Labour on perks

Claire Trevett reports in the Herald:

Speaker Lockwood Smith will decide tonight whether to abolish MPs’ travel perks – but a wholesale scrapping is increasingly unlikely as some MPs argue to keep a limited discount for work trips. …

While there is broad consensus over scrapping the perks for holidays, Labour MPs at least are expected to argue in favour of retaining some funding for MPs to go on trips related to their parliamentary work, such as meeting MPs overseas or attending conferences. …

Labour leader Phil Goff has made it clear he sees the use of the rebates for holidays as unjustifiable but legitimate work-related trips were important. Opposition MPs and backbenchers are limited to official parliamentary delegations and there are few opportunities to take trips of their own initiative.

I support MPs being funded for international work related travel, but if you continue with it as an “entitlement” it will get abused, beyond doubt. If there is an entitlement  for say one “work” trip every three years, then I am sure many MPs will manage to put together a trip which will qualify for funding.

The reality is that even some “work” trips have little parliamentary aspects to them, and are mainly party political or recreational. Quite easy to visit three or four European countries to catch up with your political mates, spend a few days being wined and dined at a party conference in the UK and for good measure see the All Blacks play as you just happen to be there at the same time.

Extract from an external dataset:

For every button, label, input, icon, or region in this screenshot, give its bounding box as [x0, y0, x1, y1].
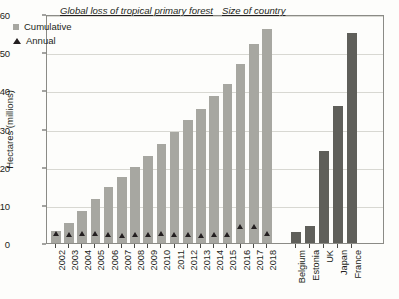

That’s at one end of the scale. At the other end you might have say the Shadow Education Spokesperson travelling to a couple of countries to meet with Education Ministers, their officials and perhaps tour around some schools being run under a new model. That is entirely legitimate and should be encouraged (again many of the best policy ideas come from overseas).

Parliamentary Service should not be placed in a position where they have to judge whether a trip has enough “work” in it to qualify for a subsidised airfare.

The answer, as I have said before, is to fund international travel out of the leader’s budget. A party leader is far better positioned to decide whether a trip is worthwhile, and they will have an incentive not to say yes to the more dubious proposals, because the more they approve for travel, the less they have for other purposes (staff, policy, research, propaganda etc).

So it is vital that any money for travel not be ring-fenced. The moment you do that, you encourage people to come up with ways to use it all. It must be part of the “bulk” fund that goes to each parliamentary party.

Now there is an argument that the current allocation of $57,000 per (non-Executive) MP isn’t designed to cover international travel, other than for the Leader. This is a fair enough point, and a consequence of abolishing the travel perk could well be to increase the level of funding to the parliamentary party to allow legitimate overseas travel to be funded.

How much should any increase be? Well my rough calculation would be that on average you would expect an MP to do a trip say every three years. The senior ones will do more, and the junior ones less. The average cost of a business class fare is $9,000 so maybe you look at increasing funding from $57,000 to $60,000 per MP per annum. You could argue one trip every five years, so that would be $1,800 extra per annum.

The one thing that should not be done is to retain a travel subsidy as an “entitlement”. That will just lead to rorting of the system. National has signalled it wants the entitlement abolished. Labour’s position is less clear. I hope they will clearly signal tat they do support abolishing any international travel entitlement, rather than just modifying the criteria for it.

No other business has an “entitlement” for international travel. If there is a good case to travel overseas, you make a proposal to your boss, and they agree to fund it out of their budget – or not. That is how Parliament should work also.